Distribution Company
Warner Bros. Pictures, Inc.
Country
United States
Location
Arlington--Pentagon, Virginia, United States; Fort Ord, California, United States; Monterey--Fort Ord, California, United States; Pentagon, Virginia, United States
Screenplay Information
Based on the novel The Girl He Left Behind; or, All Quiet in the Third Platoon by Marion Hargrove (New York, 1956).

Technical Specs

Duration
1h 43m
Sound
Mono (RCA Sound System)
Color
Black and White

Articles

The Girl He Left Behind


Marion Hargrove's bestselling memoir of adjusting to army life during World War II, See Here Private Hargrove (1942), had been made into a 1942 film and inspired a sequel. After the war, Hargrove had become a screenwriter, and in the mid-1950s, Jack Warner suggested he write a film about peacetime army draftees. Hargrove researched the project, and wrote a novel that became the basis for The Girl He Left Behind (1956). Spoiled rich college boy Andy Sheaffer (Tab Hunter), upset by his breakup with his hard-working, down-to-earth girlfriend Susan (Natalie Wood), flunks out of school and is drafted into the army. Predictably, after many misadventures, the army and Andy's superior officers manage to shape him up and he salvages his relationship with Susan.

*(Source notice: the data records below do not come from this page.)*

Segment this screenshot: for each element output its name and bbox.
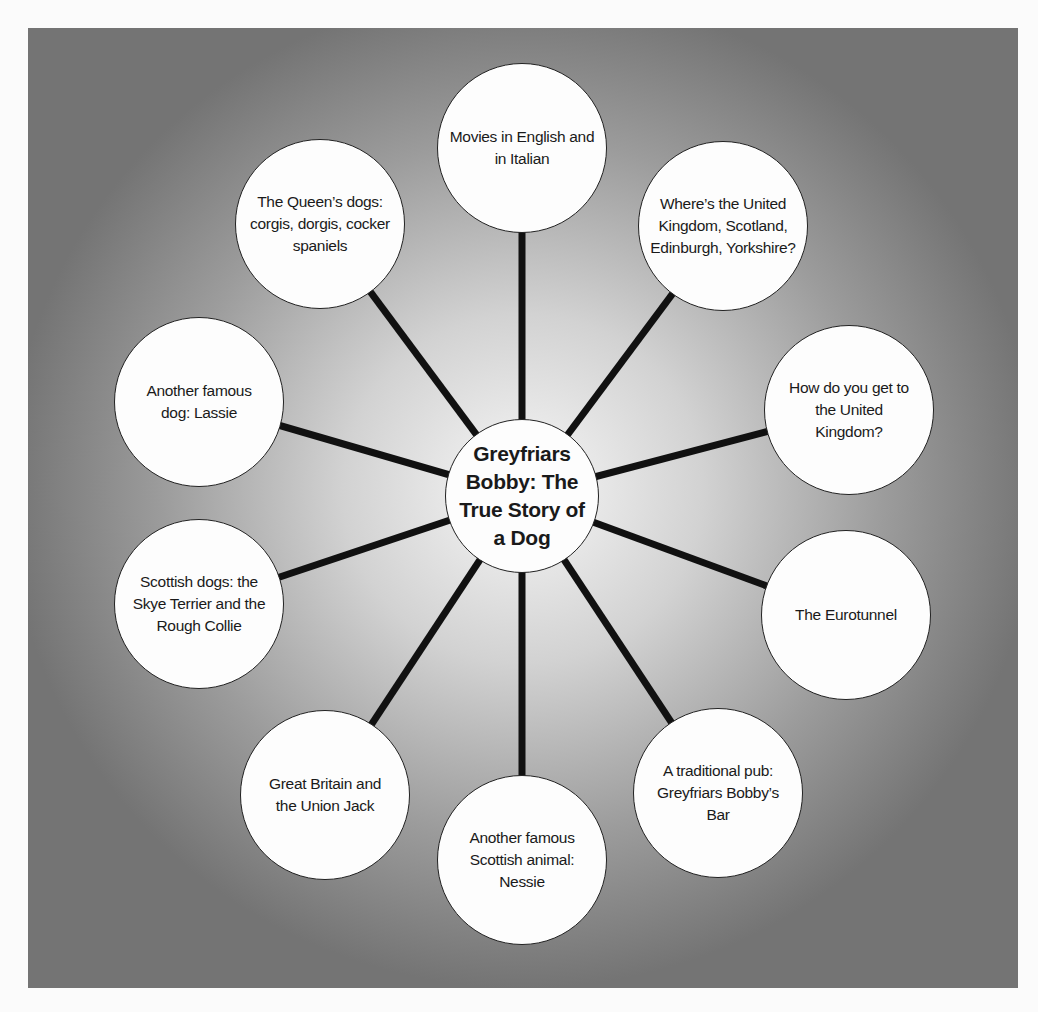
node-label: Another famous Scottish animal: Nessie — [438, 827, 606, 893]
node-wheres-uk: Where’s the United Kingdom, Scotland, Ed… — [638, 141, 808, 311]
node-label: The Eurotunnel — [785, 604, 907, 626]
node-label: How do you get to the United Kingdom? — [765, 377, 933, 443]
node-nessie: Another famous Scottish animal: Nessie — [437, 775, 607, 945]
node-scottish-dogs: Scottish dogs: the Skye Terrier and the … — [114, 519, 284, 689]
node-label: Movies in English and in Italian — [438, 126, 606, 170]
node-great-britain: Great Britain and the Union Jack — [240, 710, 410, 880]
node-label: The Queen’s dogs: corgis, dorgis, cocker… — [236, 191, 404, 257]
node-how-to-get: How do you get to the United Kingdom? — [764, 325, 934, 495]
node-label: Great Britain and the Union Jack — [241, 773, 409, 817]
node-pub: A traditional pub: Greyfriars Bobby’s Ba… — [633, 708, 803, 878]
node-label: Where’s the United Kingdom, Scotland, Ed… — [639, 193, 807, 259]
center-node: Greyfriars Bobby: The True Story of a Do… — [445, 419, 599, 573]
node-eurotunnel: The Eurotunnel — [761, 530, 931, 700]
node-label: Another famous dog: Lassie — [115, 380, 283, 424]
node-label: Scottish dogs: the Skye Terrier and the … — [115, 571, 283, 637]
center-title: Greyfriars Bobby: The True Story of a Do… — [446, 440, 598, 552]
node-lassie: Another famous dog: Lassie — [114, 317, 284, 487]
node-queens-dogs: The Queen’s dogs: corgis, dorgis, cocker… — [235, 139, 405, 309]
node-label: A traditional pub: Greyfriars Bobby’s Ba… — [634, 760, 802, 826]
node-movies: Movies in English and in Italian — [437, 63, 607, 233]
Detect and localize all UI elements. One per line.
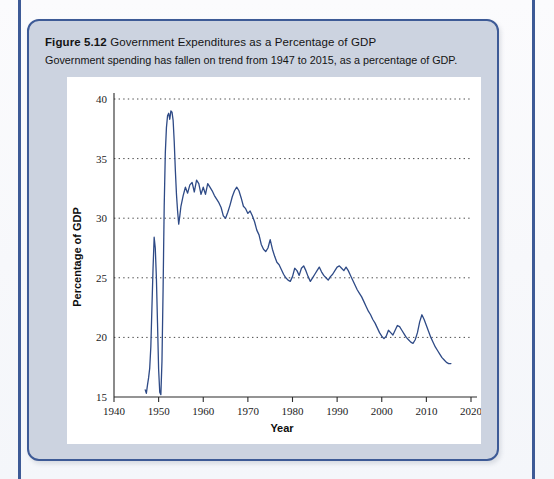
chart-axes: [114, 93, 477, 397]
svg-text:2000: 2000: [371, 405, 394, 417]
figure-card: Figure 5.12 Government Expenditures as a…: [27, 19, 499, 461]
svg-text:35: 35: [96, 153, 108, 165]
svg-text:1990: 1990: [326, 405, 349, 417]
svg-text:15: 15: [96, 391, 108, 403]
svg-text:1940: 1940: [103, 405, 126, 417]
page-rule-right: [532, 0, 535, 479]
figure-label: Figure 5.12: [45, 36, 107, 48]
svg-text:40: 40: [96, 93, 108, 105]
svg-text:30: 30: [96, 212, 108, 224]
chart-y-axis-title: Percentage of GDP: [71, 207, 83, 307]
svg-text:1960: 1960: [192, 405, 215, 417]
svg-text:1950: 1950: [148, 405, 171, 417]
chart-ticks: [114, 397, 471, 402]
chart-plot-panel: 152025303540 194019501960197019801990200…: [67, 77, 481, 444]
page-rule-left: [18, 0, 21, 479]
chart-series-line: [145, 111, 451, 395]
svg-text:1970: 1970: [237, 405, 260, 417]
line-chart: 152025303540 194019501960197019801990200…: [67, 77, 481, 444]
figure-subtitle: Government spending has fallen on trend …: [45, 53, 489, 67]
svg-text:2010: 2010: [415, 405, 438, 417]
figure-title: Figure 5.12 Government Expenditures as a…: [45, 35, 485, 49]
svg-text:1980: 1980: [282, 405, 305, 417]
svg-text:25: 25: [96, 272, 108, 284]
figure-title-text: Government Expenditures as a Percentage …: [110, 36, 376, 48]
chart-gridlines: [114, 99, 471, 337]
svg-text:2020: 2020: [460, 405, 481, 417]
svg-text:20: 20: [96, 331, 108, 343]
chart-y-tick-labels: 152025303540: [96, 93, 108, 403]
chart-x-tick-labels: 194019501960197019801990200020102020: [103, 405, 481, 417]
chart-x-axis-title: Year: [270, 422, 294, 434]
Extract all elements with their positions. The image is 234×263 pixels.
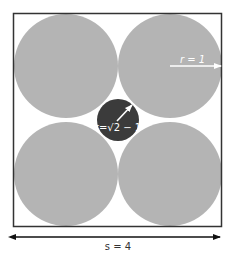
- small-radius-label: r=√2 − 1: [95, 122, 141, 133]
- large-circle-top-left: [14, 14, 118, 118]
- large-radius-label: r = 1: [180, 54, 205, 65]
- large-circle-bottom-left: [14, 122, 118, 226]
- large-circle-bottom-right: [118, 122, 222, 226]
- circle-packing-diagram: r = 1 r=√2 − 1 s = 4: [0, 0, 234, 263]
- side-length-label: s = 4: [105, 241, 131, 252]
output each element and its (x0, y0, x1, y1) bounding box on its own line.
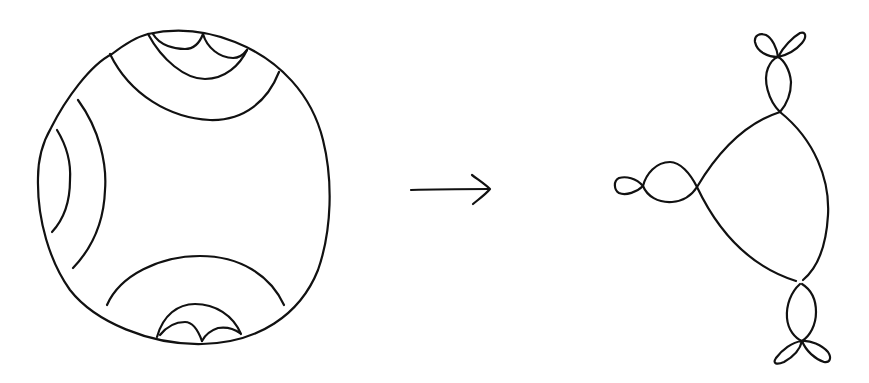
left-small-loop (615, 177, 643, 194)
left-outer-arc (73, 100, 105, 268)
bottom-lens-loop (787, 284, 816, 341)
top-lens-loop (766, 57, 791, 112)
left-disk-figure (38, 31, 330, 344)
central-loop-lower-left-edge (697, 187, 796, 281)
right-loop-graph (615, 33, 830, 364)
left-lens-loop (643, 162, 697, 202)
maps-to-arrow (411, 175, 490, 204)
bottom-left-petal (775, 341, 802, 364)
disk-boundary (38, 31, 330, 344)
bottom-outer-arc (107, 256, 284, 305)
central-loop-upper-left-edge (697, 112, 780, 187)
top-left-petal (755, 34, 778, 57)
bottom-inner-arc-left (160, 322, 202, 341)
bottom-right-petal (802, 341, 830, 362)
central-loop-right-edge (780, 112, 828, 280)
top-inner-arc-left (153, 34, 203, 49)
arrow-shaft (411, 189, 489, 190)
left-inner-arc (52, 130, 70, 232)
diagram-canvas (0, 0, 869, 383)
top-right-petal (778, 33, 805, 57)
bottom-inner-arc-right (202, 328, 240, 341)
top-outer-arc (110, 54, 279, 120)
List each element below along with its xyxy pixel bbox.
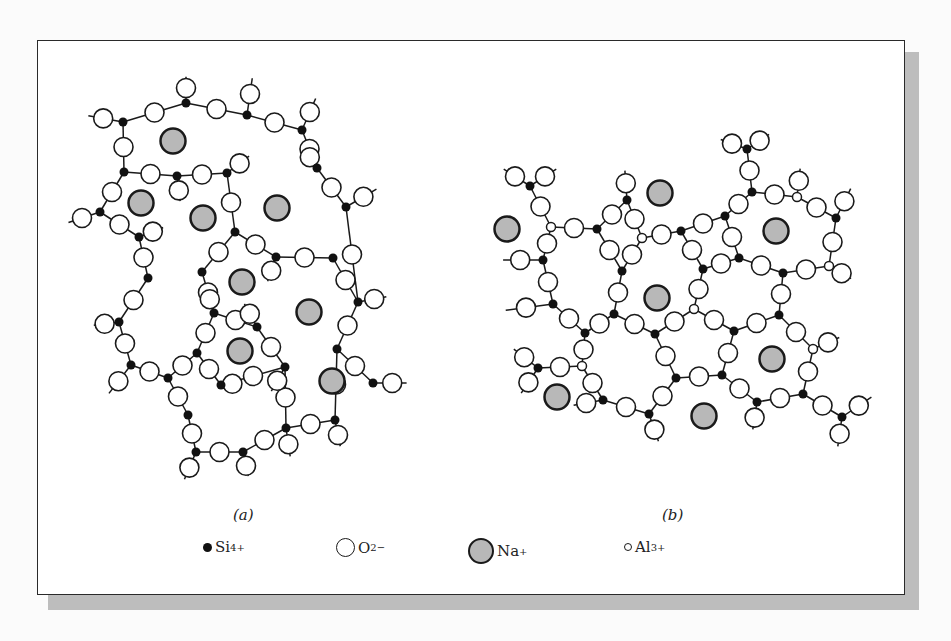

By the mid-1950s, Warner Bros. had built up a stable of young stars who appealed to the teenage market, and two of its brightest were Natalie Wood and Tab Hunter. Wood, who made her screen debut at the age of four, had made the transition from child actor to teen star quite spectacularly, in Rebel Without a Cause (1955), and segued easily to an adult leading lady, although she was still in her teens. She was one of the busiest young actresses on the Warner lot. Hunter had joined the Coast Guard at 15, worked at a horse riding academy and as a competitive figure skater before he was signed by talent agent Henry Willson. At the age of 24, he appeared in his breakthrough film, Battle Cry (1955). That same year, both were at the peak of their popularity, and were frequently seen together on studio-arranged dates and in fan magazine articles. They became close friends, but their romantic interests lay elsewhere. Hunter was a closeted homosexual, and the 17-year old Wood was frequently involved in inappropriate relationships with older men such as Rebel Without a Cause director Nicholas Ray, and her A Cry in the Dark (1956) co-star, Raymond Burr (himself a closeted homosexual). She was also being pursued by Elvis Presley. Wood planned to attend the 1956 Academy Awards with Burr as her date, but the studio forced her to go with Hunter instead, as they were being touted as a new screen team.

Warner Bros. co-starred Wood and Hunter in two 1956 films, The Burning Hills and The Girl He Left Behind (which Wood mockingly referred to as "The Girl with the Left Behind"), and announced plans for three additional co-starring pictures for them. The two films opened within a month of each other and did well at the box office, but were not popular with the critics. A Newsweek review of The Burning Hills noted that "Warner Bros., haunted by the memories of those profitable romantic couples of the '30s, is setting out to make the names of Natalie Wood and Tab Hunter as familiar as Loy and Powell, Rogers and Astaire, and MacDonald and Eddy. Fortunately, both are young enough to recover from their first joint excursion."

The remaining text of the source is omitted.